ROANOKE TIMES

                         Roanoke Times
                 Copyright (c) 1995, Landmark Communications, Inc.

DATE: THURSDAY, May 24, 1990                   TAG: 9005240096
SECTION: CURRENT                    PAGE: NRV3   EDITION: NEW RIVER VALLEY 
SOURCE: CATHRYN McCUE NEW RIVER VALLEY BUREAU
DATELINE: BLACKSBURG                                LENGTH: Medium


OLD HOUSE GETS EVICTION NOTICE

First the house was empty. Then it was perched on stilts for a while. For the past two weeks, it's been sitting on the back of a huge truck, waiting to be hauled away.

Town Council is finally fed up with the house on Prices Fork Road, which it recently dubbed "the house on wheels."

"To be honest with you, I've grown tired of looking at it," said Council Member Michael Chandler. And, he said, he's heard from other town residents over the past year and a half who are equally annoyed by the abandoned brick house.

On Tuesday, council unanimously passed Chandler's motion to send the owner a letter advising that if the house is not gone by June 12 - council's next scheduled meeting - the town would begin legal proceedings.
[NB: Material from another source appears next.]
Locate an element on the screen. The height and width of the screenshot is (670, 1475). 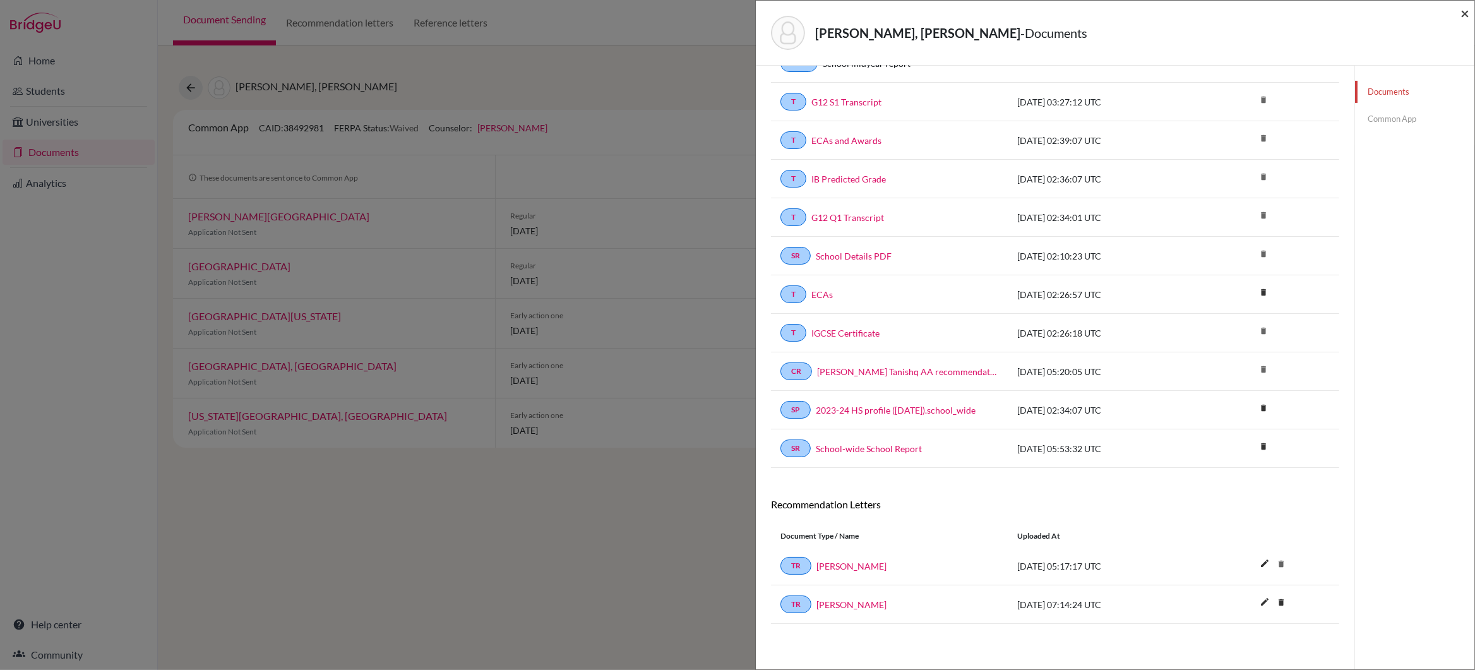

"Well, obviously I have to get back with the mover," said Jim Lucas, who owns the house. "I know that [council] wanted it moved, as we all do."

For almost three years, Lucas has tried to find a home for his house. But the logistics of moving a 50-ton, two-story house along public streets at less than one mile per hour, avoiding electric and telephone wires, are not easy to work out, Lucas said.

He finally found the right spot this winter, just a half mile to the north across some farm fields - no streets involved.

But the weather was uncooperative. And since the warm season began, Lucas said, the Princeton, W.Va., house mover has been swamped with work.

Town Manager Ron Secrist told council that he's been in frequent contact with Lucas about the house, and Lucas has been cooperative.

"This house has become a real burden," said Lucas, a real estate agent and appraiser with a self-professed "weakness for wanting to move houses." He's transplanted about five endangered structures since about 1985.

The 70-year-old brick house across from the heavily populated Hethwood community used to be "way out in the country," said its former occupant, Helen Rowell Miller.

Prices Fork was just a gravel road in 1947 when she and her late husband bought the house.

It has been vacant since she moved in 1986.

The property was rezoned for commercial use and the new landowner, Montgomery Farms Inc., was going to knock the house down to build a motel and restaurant.

Lucas rescued it. He plans to resell it for its original purpose as a single-family home.